Additionally, small banks are driven to open expensive branches that can add over 1% to a bank’s true marginal cost of funds, to attempt to attract retail deposits. So by driving small banks to compete for a relatively difficult to access source of funding, the regulators have effectively raised their cost of funds.
Mosler’s solution is for the Fed to lend unsecured and in unlimited quantities to all member banks at its target interest rate, and for regulators to drop all requirements that a percentage of bank funding be retail deposits.
The Public Bank Solution
If the Fed won’t act, however, there is another possible solution – one that state and local governments can embark upon themselves. They can open their own publicly-owned banks, on the model of the Bank of North Dakota (BND). These banks would have no shortage of retail deposits, since they would be the depository for the local government’s own revenues. In North Dakota, all of the state’s revenues are deposited in the BND by law. The BND then partners with local community banks, sharing in loans, providing liquidity and capitalization, and buying down interest rates.

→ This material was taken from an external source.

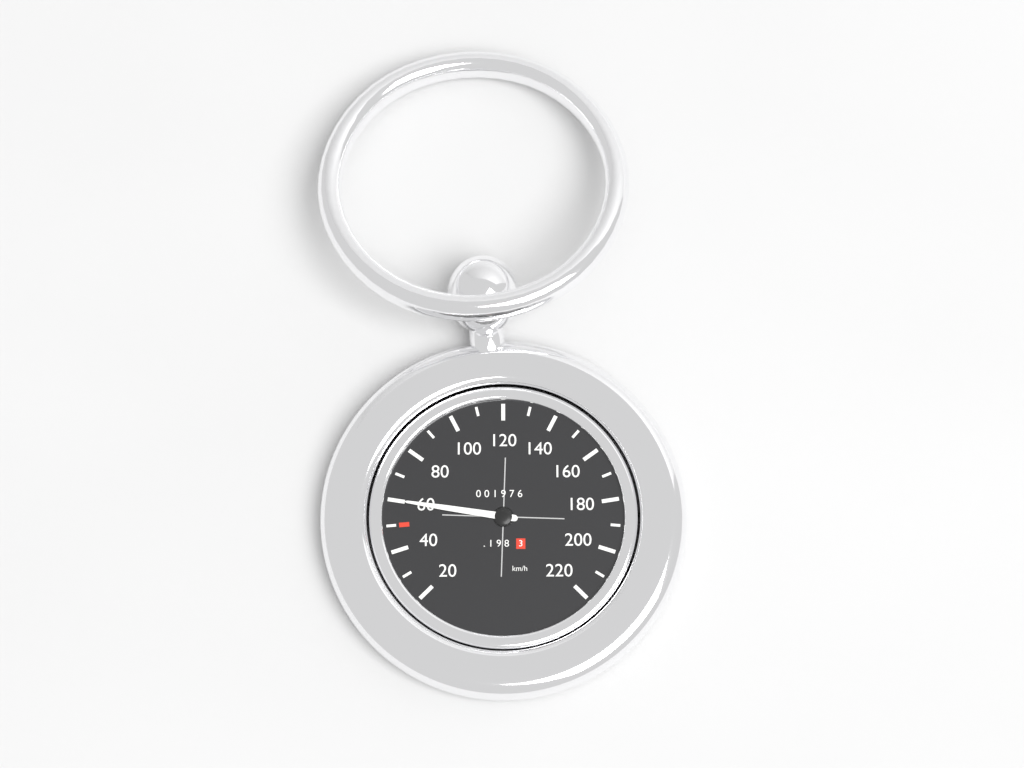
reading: 60 km/h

Largely as a result, North Dakota now has more banks per capita than any other state. According to a May 2011 report by the Institute for Local Self-Reliance:
Thanks in large part to BND, community banks are much more robust in North Dakota than in other states. . . . While locally owned small and mid-sized banks (under $10 billion in assets) account for only 30 percent of deposits nationally, in North Dakota they have 72 percent of the market. . . .

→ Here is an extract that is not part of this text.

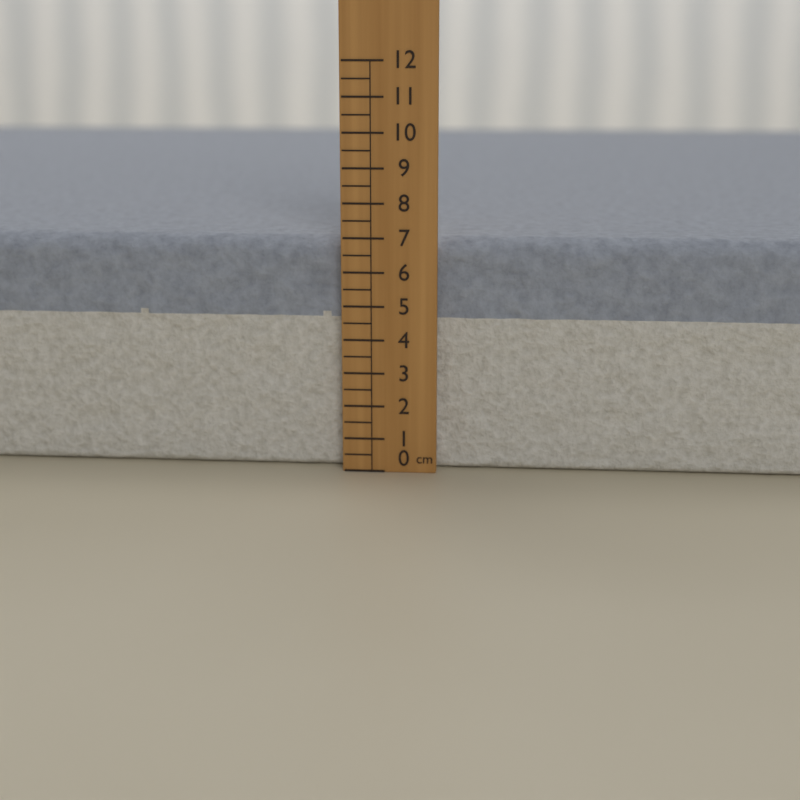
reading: 7.0 cm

One of the chief ways BND strengthens these institutions is by participating in loans originated by local banks and credit unions. This expands the lending capacity of local banks. . . .

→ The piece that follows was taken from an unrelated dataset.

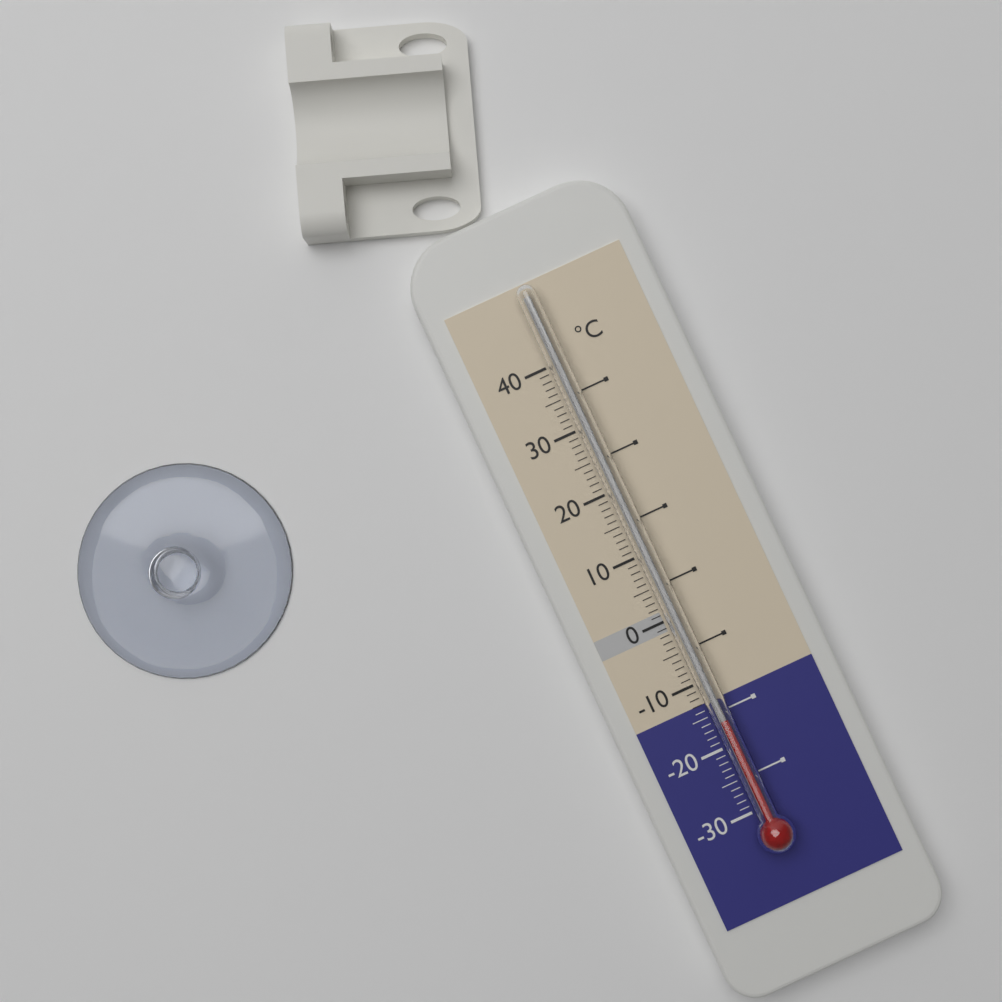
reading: -16 °C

BND also provides a secondary market for loans originated by local banks. . . .
Although municipal and county governments can deposit their funds with BND, the bank encourages them to establish accounts with local community banks instead. BND facilitates this by providing local banks with letters of credit for public funds. In other states, banks must meet fairly onerous collateral requirements in order to accept public deposits, which can make taking public funds more costly than it’s worth. But in North Dakota, those collateral requirements are waived by a letter of credit from BND. . . .
Over the last ten years, the amount of lending per capita by small community banks (those under $1 billion in assets) in North Dakota has averaged about $12,000, compared to $9,000 in South Dakota and $3,000 nationally. The gap is even greater for small business lending. North Dakota community banks averaged 49 percent more lending for small businesses over the last decade than those in South Dakota and 434 percent more than the national average.
In other states, increased regulatory compliance costs are putting small banks out of business. The number of small banks in the US has shrunk by 9.5% just since the Dodd-Frank Act was passed in 2010, and their share of US banking assets has shrunk by 18.6%. But that is not the case in North Dakota, which has 35 percent more banks per capita than its nearest neighbor South Dakota, and four times as many as the national average. The resilience of North Dakota’s local banks is largely due to their amicable partnership with the innovative state-owned Bank of North Dakota.